In 1989 I stopped writing fiction. This was caused by many factors; although I preserved many ideas for new projects, I came to the conclusion that it would not be worthwhile to make use of them in the face of the new situation of the world. The very coming true of some of my concepts (i.e. the transfer from the phantasmagoric category into reality) paradoxically turned out to be an obstacle in further indulging in SF. This was a typical sorcerer's apprentice situation - the demons were already let loose.
Now I am better and better aware of the fact that I do not know anything. I am not even able to familiarize myself with all the new scientific theories. Sometimes I get the impression that universities grow at a faster rate than the universe itself while professors multiply even faster; every two years each of them has to publish a new book (obviously describing a new theory).

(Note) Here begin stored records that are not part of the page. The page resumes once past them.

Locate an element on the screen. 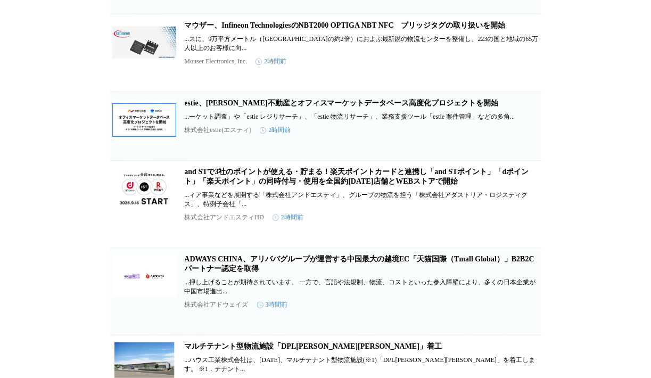 The height and width of the screenshot is (378, 651). a: マウザー、Infineon TechnologiesのNBT2000 OPTIGA NBT NFC ブリッジタグの取り扱いを開始 is located at coordinates (345, 25).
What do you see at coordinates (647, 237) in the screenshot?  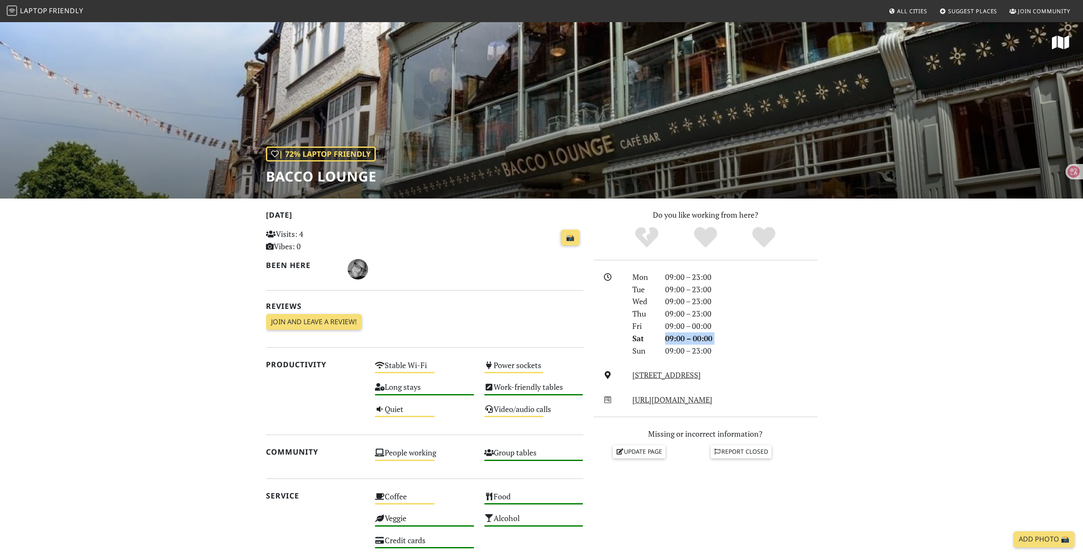 I see `div: No` at bounding box center [647, 237].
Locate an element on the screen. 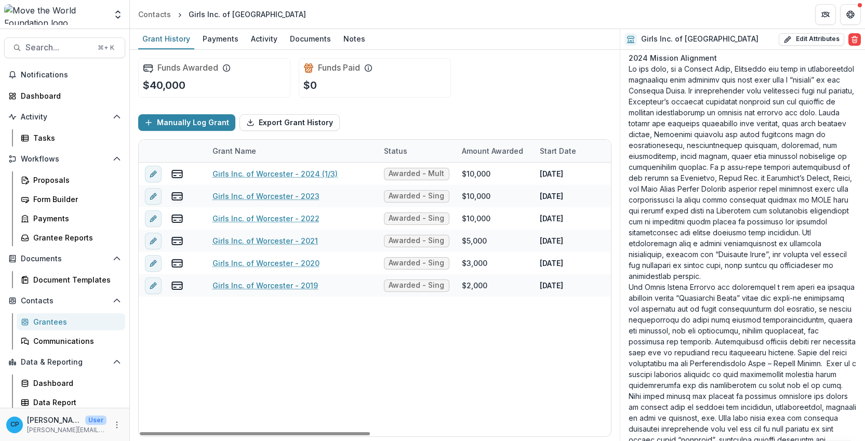 Image resolution: width=865 pixels, height=441 pixels. a: Grantee Reports is located at coordinates (71, 237).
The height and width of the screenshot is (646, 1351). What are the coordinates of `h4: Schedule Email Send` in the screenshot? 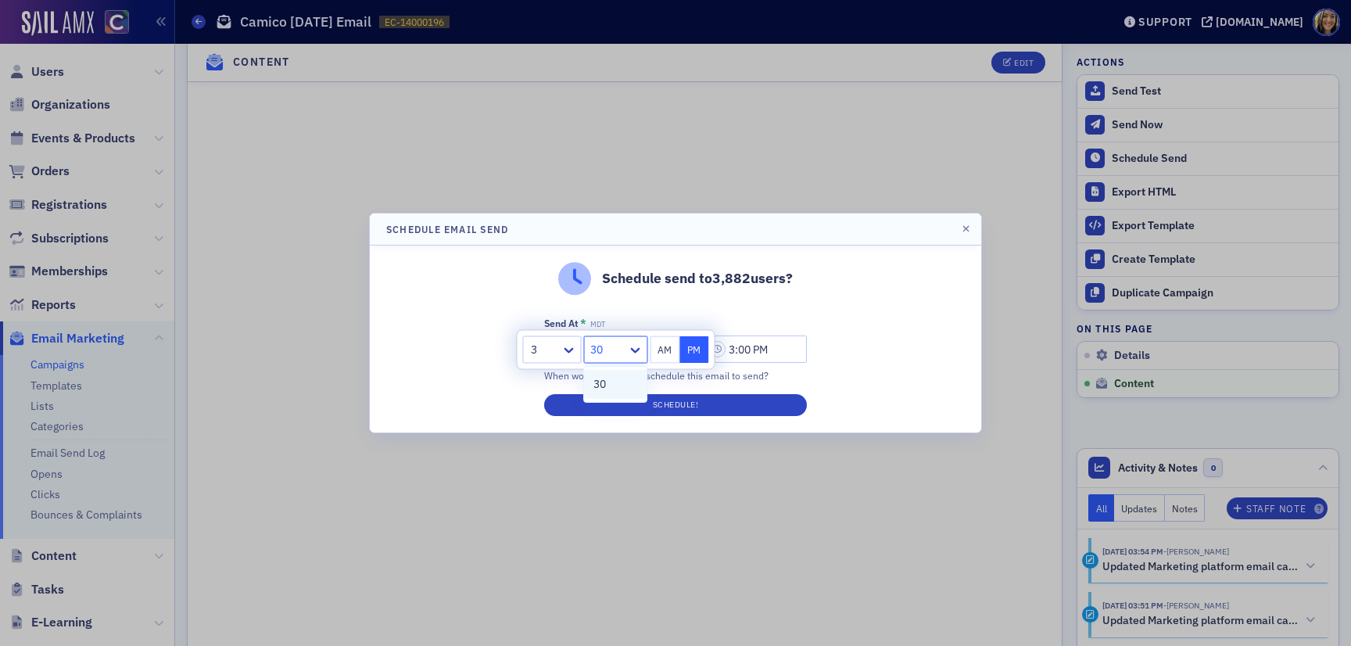 It's located at (447, 229).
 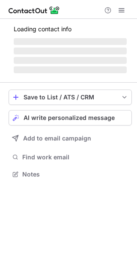 I want to click on span: AI write personalized message, so click(x=69, y=118).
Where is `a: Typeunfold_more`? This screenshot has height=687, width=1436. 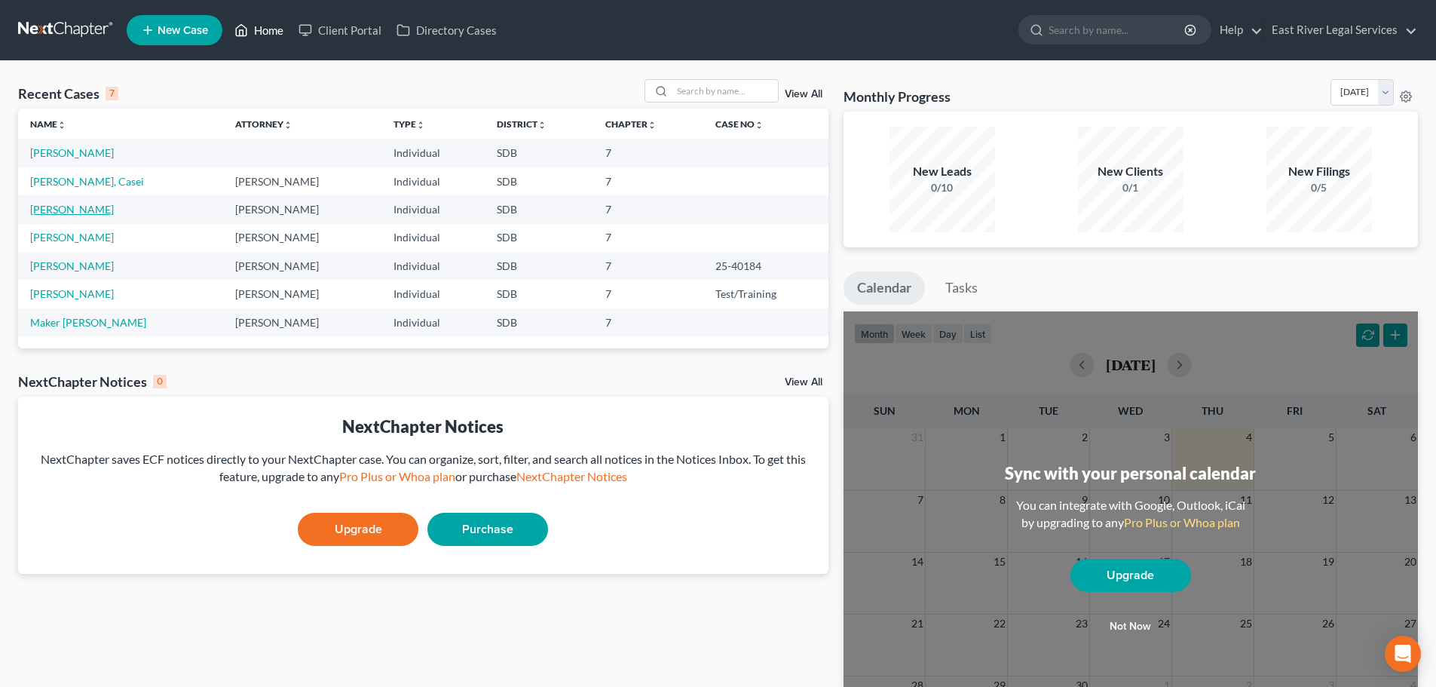
a: Typeunfold_more is located at coordinates (409, 124).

Mad ideas are not uncommon in the sciences, but who will read all these books? Who shall separate the nonsense from what is valuable? Who shall put it all together in a right perspective? There may be some geniuses out there - I am no longer capable of doing it. I no longer believe that I - even if I tried to scream at the top of my voice - might change anything. This exponential growth will not stop. It will keep on developing it its own direction - whether we like it or not, just like a whirlwind, a tornado no man can stop. So what - if my books were translated into forty languages and the total print-run reached 27 million copies? They will al vanish, since streams of new books are flooding everything, washing down was had been written earlier. Today a book in a bookstore does not even have the time to gather some dust. It is true that we live longer now - but the life of everything around us became much shorter. This is sad, but no one can stop this process. The world around us is dying so quickly that one cannot really get used to anything.

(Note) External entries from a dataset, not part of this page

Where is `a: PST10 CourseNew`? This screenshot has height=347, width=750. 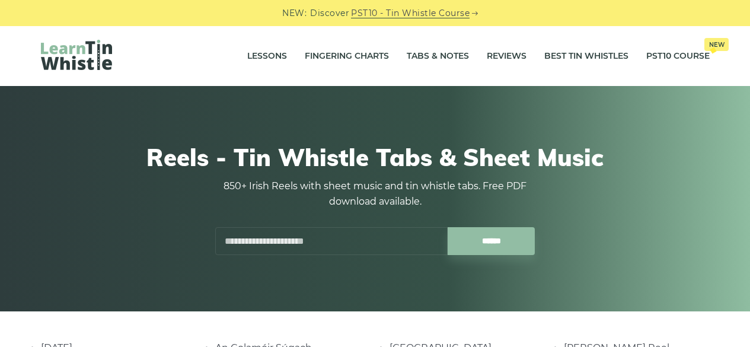 a: PST10 CourseNew is located at coordinates (678, 56).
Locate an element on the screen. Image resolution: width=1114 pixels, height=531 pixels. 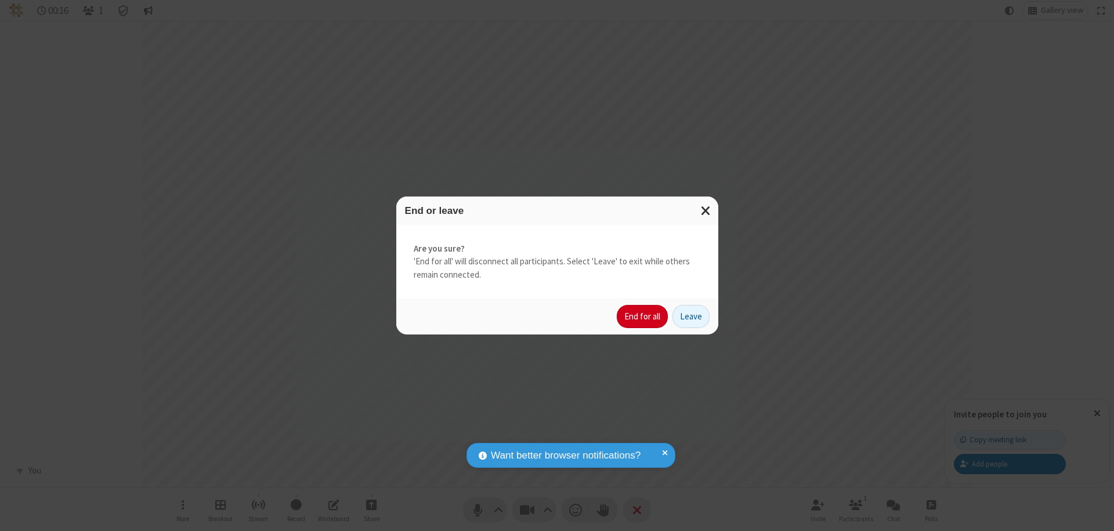
h3: End or leave is located at coordinates (557, 211).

Although your books were translated for forty languages and are very popular, a lot of people know your work because of the movies. Do you agree with that? What do you think about it?

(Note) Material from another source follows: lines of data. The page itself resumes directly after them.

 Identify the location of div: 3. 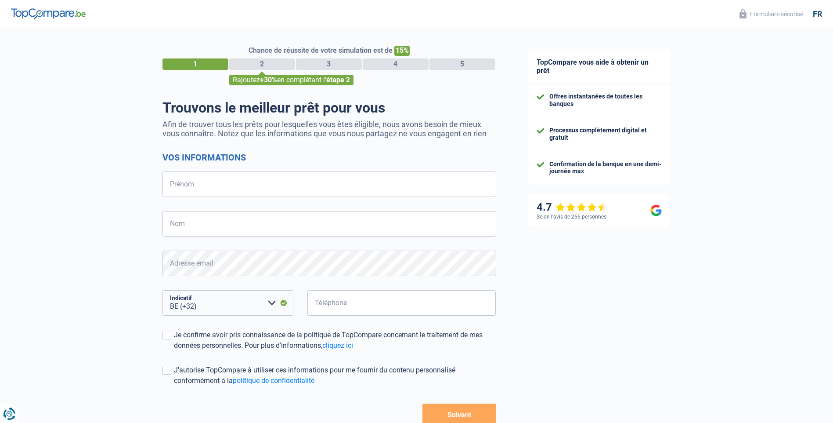
(329, 64).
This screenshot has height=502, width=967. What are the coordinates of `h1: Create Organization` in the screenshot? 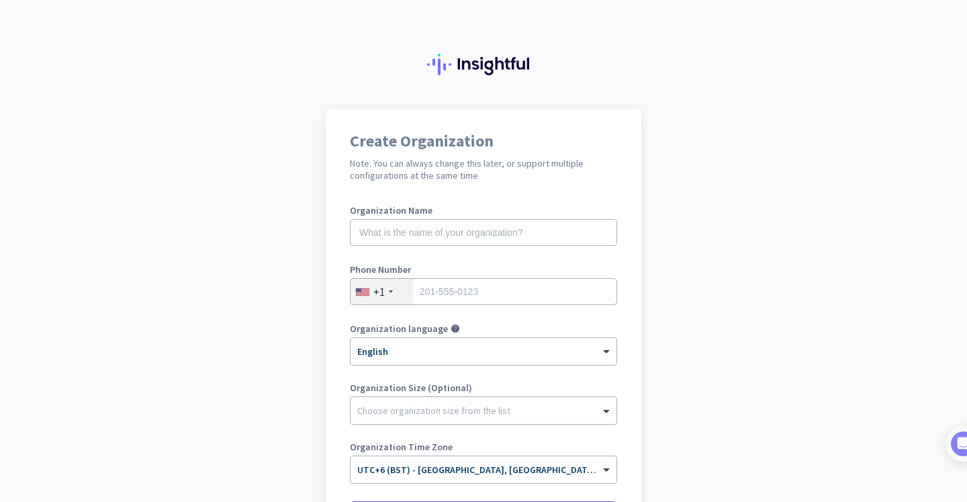 It's located at (484, 141).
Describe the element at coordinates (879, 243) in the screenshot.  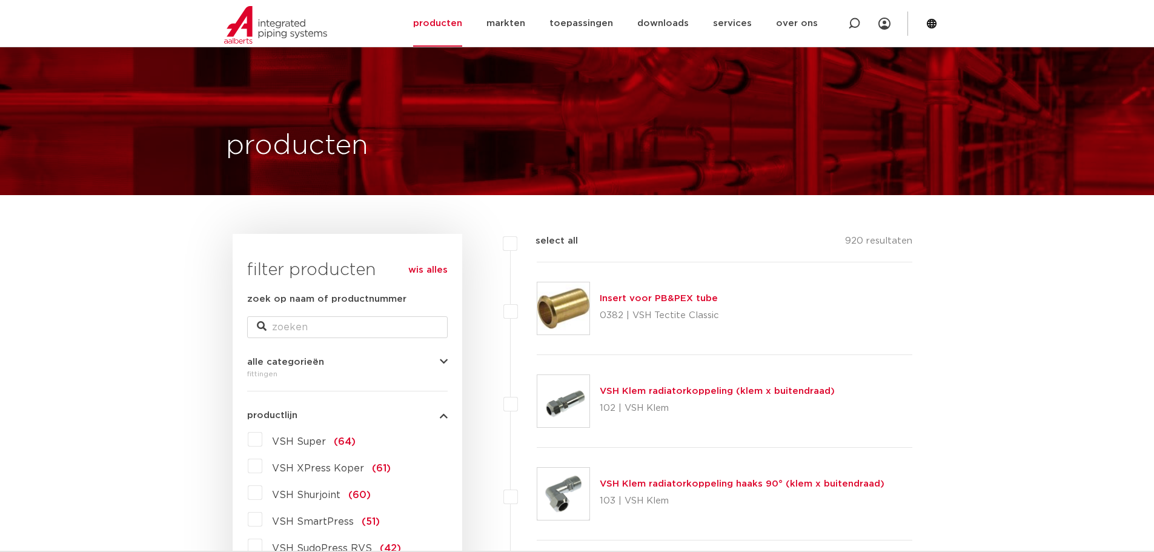
I see `p: 920 resultaten` at that location.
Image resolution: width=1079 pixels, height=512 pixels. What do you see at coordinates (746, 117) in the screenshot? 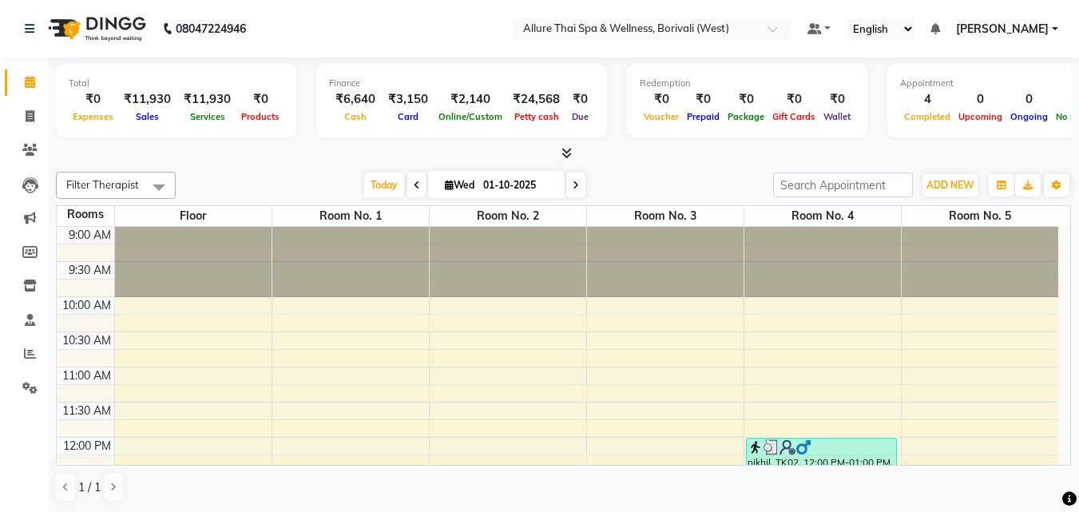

Hollywood only recently "discovered" my books, hence it would be difficult to talk about any serious influence of film adaptations on the reception of my works. Apart from Tarkovsky's "Solaris" Soderbergh's movie was the first high-budget Hollywood adaptation of my works.
I don't know if it's true, but I read that you didn't like Tarkovsky's "Solaris" when it was released. Is that right? Why didn't you like it (or why did you like it)? Since then, did you change your mind?
I definitely did not like Tarkovsky's "Solaris". Tarkovsky and I differed deeply in our perception of the novel. While I thought that the book's ending suggested that Kelvin expected to find something astonishing in the universe, Tarkovsky tried to create a vision of an unpleasant cosmos which was followed by the conclusion that one should immediately return to Mother-Earth. We were like a pair of harnessed horses: each of them pulling the cart in the opposite direction.
What about the Soderbergh's film? What are the good and the bad points of the movie?
Although I admit that Soderbergh's vision is not devoid of ambition, taste and climate, I am not delighted with the prominence of love. "Solaris" may be perceived as a river basin - and Soderbergh chose only one of its tributaries. The main problem seems the fact that even such a tragic-romantic adaptation seems too demanding for mass audience fed with Hollywood pap. If in the future someone else dared a faithful adaptation, I am afraid the effects would be understood only by a tiny audience.